I need simple OS source and there must be bootloader, that boots kernel and kernel. The code must be simple too

If you know where i can download it from, tell me. Or maybe you can code that simple OS?
Thanks.
How do you make an ELF file with the MingW tools? And are the .S files generated by the 3.3 MingW gcc the same as the 3.3 linux gcc? I can't seem to stuff linux on my laptop (will try again tonight, still hard because it has 1GB of harddisk and so I can't copy a cd image, and I can't install from cd because I can't fit the CD in (without breaking it, and my floppy drive).Tim Robinson wrote: There are much better compiler and linker packages available for Windows (Cygwin or Mingw) and Linux (normal gcc/ld).

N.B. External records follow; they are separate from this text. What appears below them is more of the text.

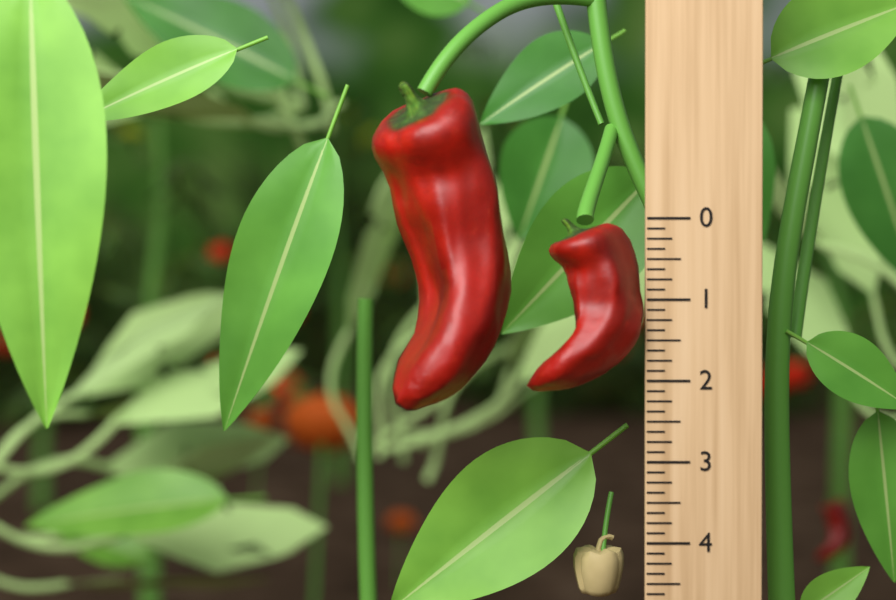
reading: 2.125 (no unit)
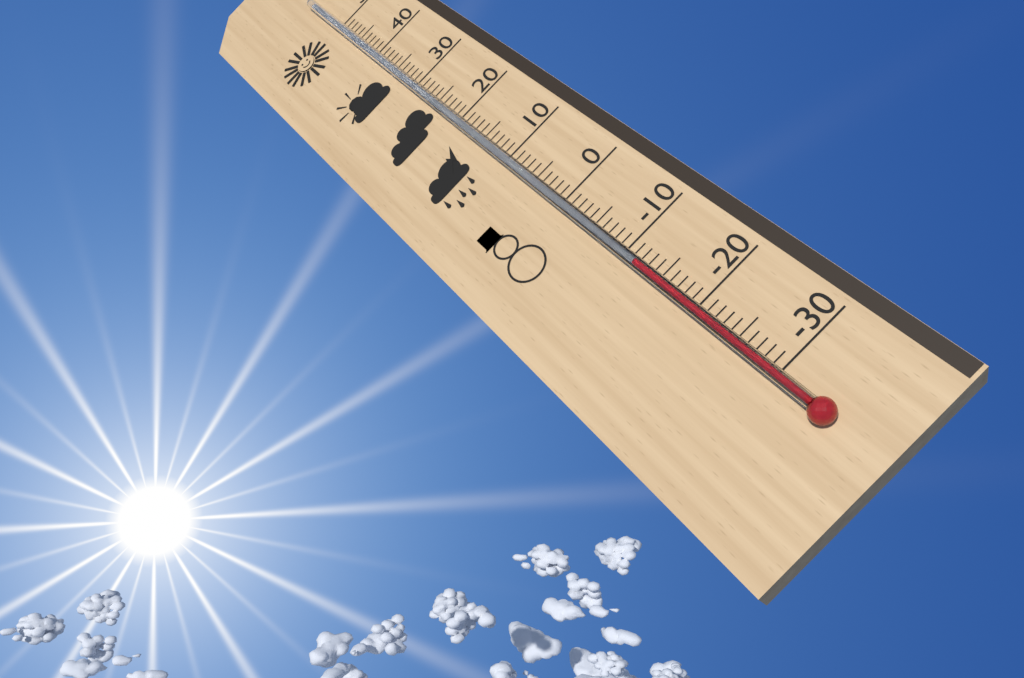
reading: -12 °C
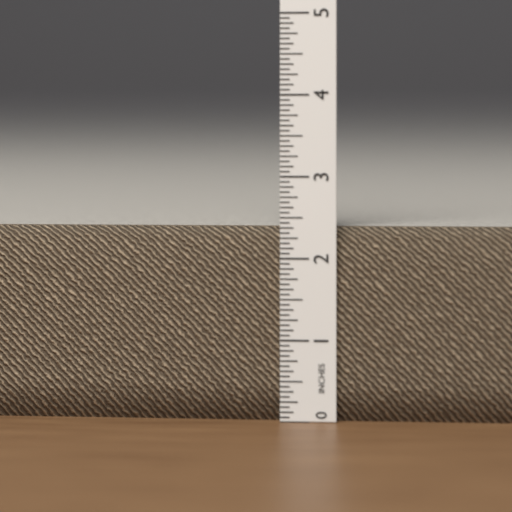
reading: 2.3750 in
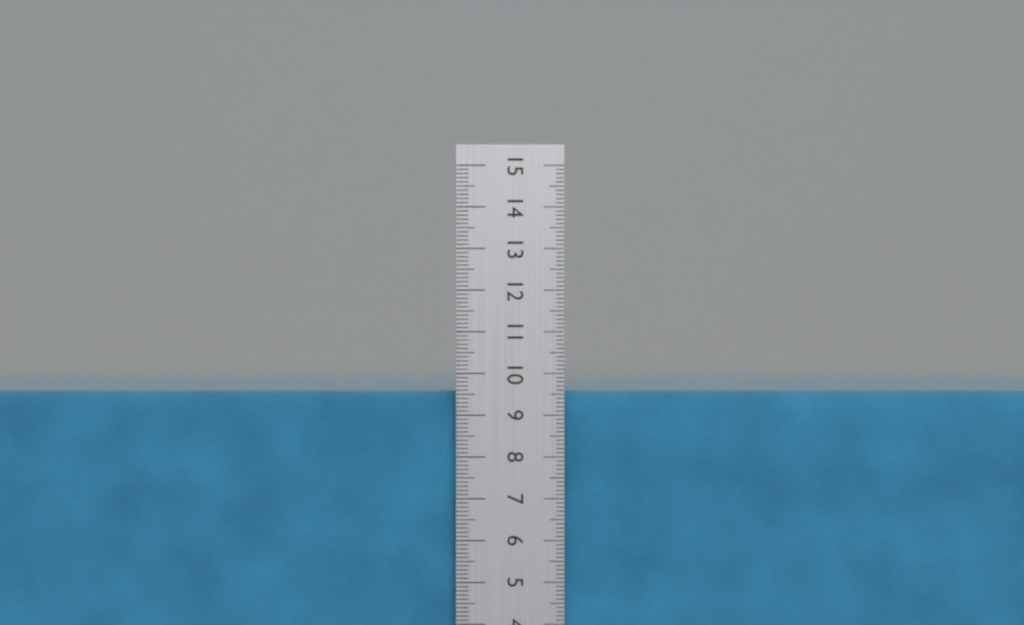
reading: 9.6 cm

Don't know about Mingw, but you can do this on Cygwin by linking to PE (i.e. by not specifying an output format), then using objcopy to convert to ELF.Candy wrote: How do you make an ELF file with the MingW tools?
Don't know, I have installed neither Mingw nor LinuxAnd are the .S files generated by the 3.3 MingW gcc the same as the 3.3 linux gcc?
Sorry, if this is off-topic, but I'd investigate the possibilities for network install (assuming you have network). Basicly, if you can boot from a few floppies into a ramdisk based small linux system with necessary network driver and enough utils to 1) download stuff with wget or something, and 2) mount local partition, you can then install almost any distribution (as long as the installed distribution fits on the drive) over network.Candy wrote: I can't seem to stuff linux on my laptop (will try again tonight, still hard because it has 1GB of harddisk and so I can't copy a cd image, and I can't install from cd because I can't fit the CD in (without breaking it, and my floppy drive).
That was my plan initially, but I seem to have a cross/noncross problem with cables I can't re-squeeze connectors on. That means I'm going to have to try @ internship tomorrow, hope they won't mind.. Anyway, back to topic & thanks mystran.mystran wrote: Sorry, if this is off-topic, but I'd investigate the possibilities for network install (assuming you have network). Basicly, if you can boot from a few floppies into a ramdisk based small linux system with necessary network driver and enough utils to 1) download stuff with wget or something, and 2) mount local partition, you can then install almost any distribution (as long as the installed distribution fits on the drive) over network.
At least gentoo and debian are fairly easy to do (although 1GB probably is too little for using gentoo), Slackware is even easier (packages are .tgz == basicly .tar.gz with /install/doinst.sh or something like that) and I think you can get most others to work too.